WNP gray whales were delisted in 1994 when the population level was thought to have reached prewhaling levels (roughly 18,000 individuals). An unusual mortality event or UME occurred in 1999 and
in 2000 reducing numbers by one third. Over 60% of dead whales were adults. Strange since, as a
rule, calf strandings are far more common. The UME is still being debated but it is thought that limited
food availability was the underlying cause. Fortunately, current trends and oceanographic conditions
suggests that the high mortality was not a chronic problem as the population has recovered fully to
the levels prior to the UME. Based upon genetic studies (looking at mitochondrial and nuclear variation) by S. E. Alter, Steve
Palumbi, and others it is likely that Pacific gray whales once numbered 96,000 animals some 1100 to
1600 years ago.
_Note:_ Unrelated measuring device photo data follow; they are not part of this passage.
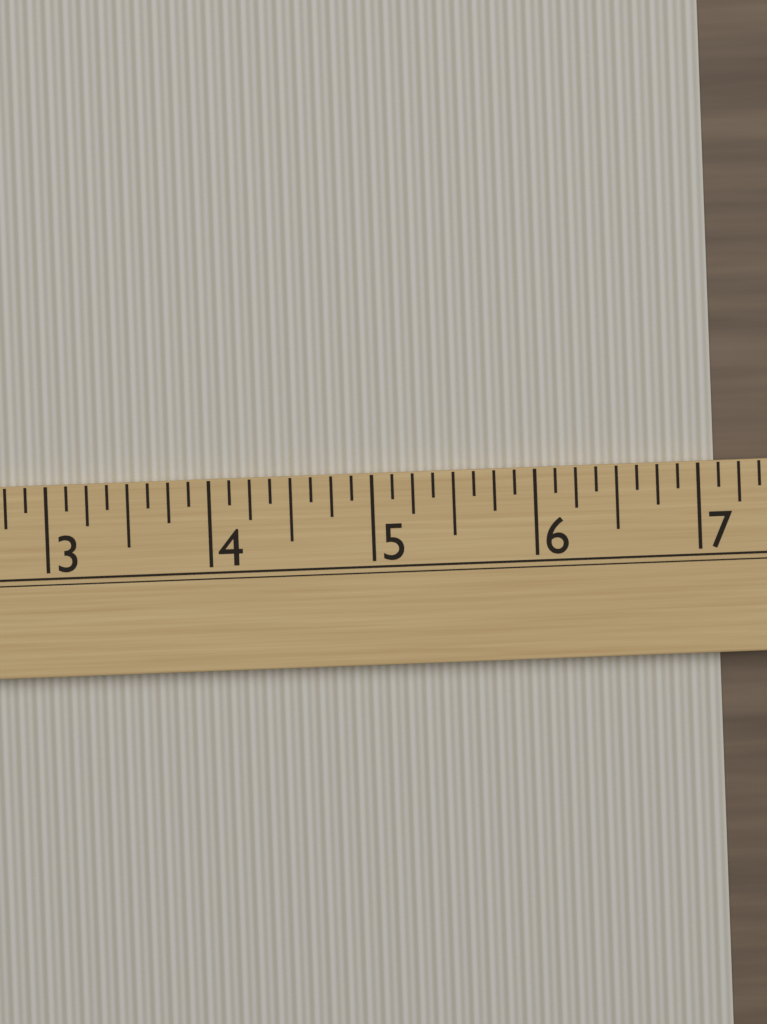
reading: 7.125 (no unit)
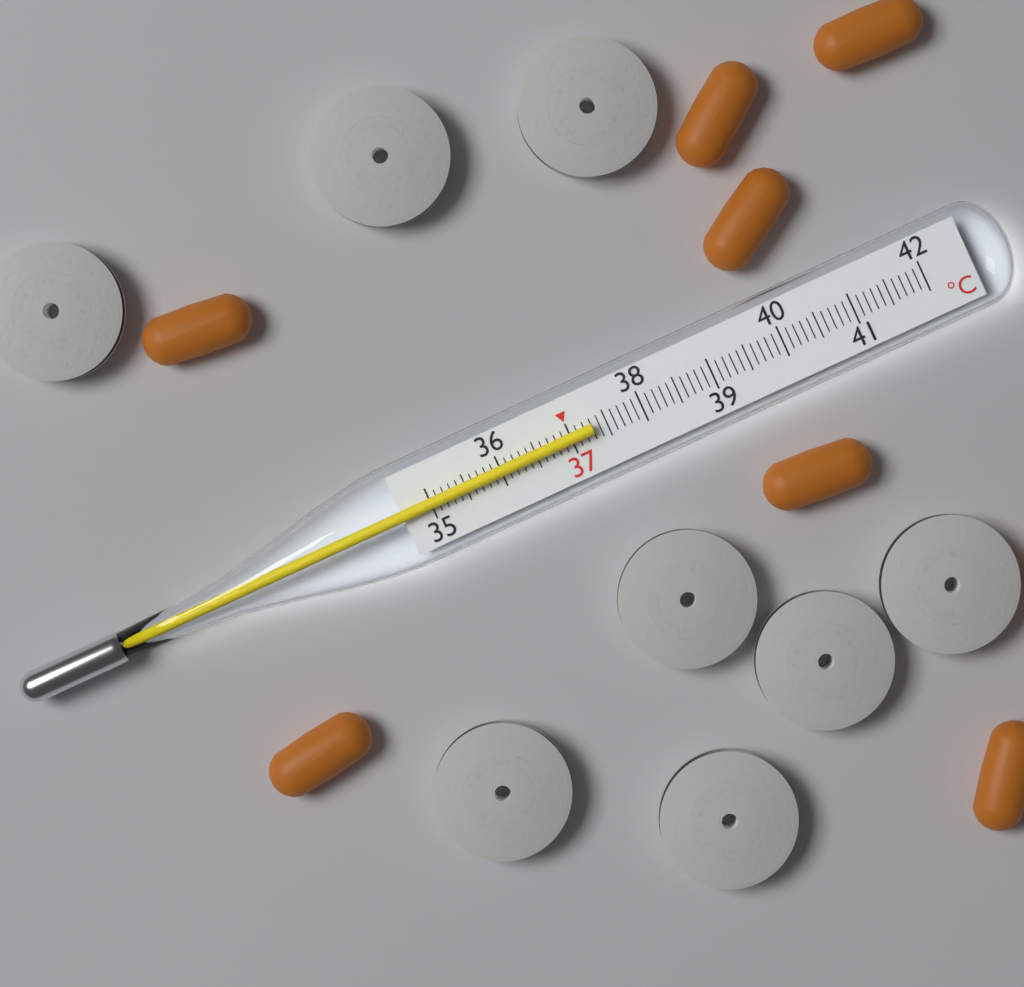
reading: 37.3 °C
Today, estimates are that the current gray whale populations are at roughly 85% of
carrying capacity and “within the range of its optimum sustainable population (OSP)”.
So how will climate change impact the ENP gray whales?? Reductions in Arctic sea ice will
undoubtedly affect their summer range. Their salvation will be their “trophic plasticity” as Gray whales
are both benthic and pelagic feeders. As Artic ice melts pelagic prey will likely increase while benthic
prey will likely decrease. Gray whales will be far better suited than trophic specialists that have very
specific diets. Gray whales, however, may be negatively impacted by ocean acidification as it will
reduce shell-forming animals which are important food sources to them.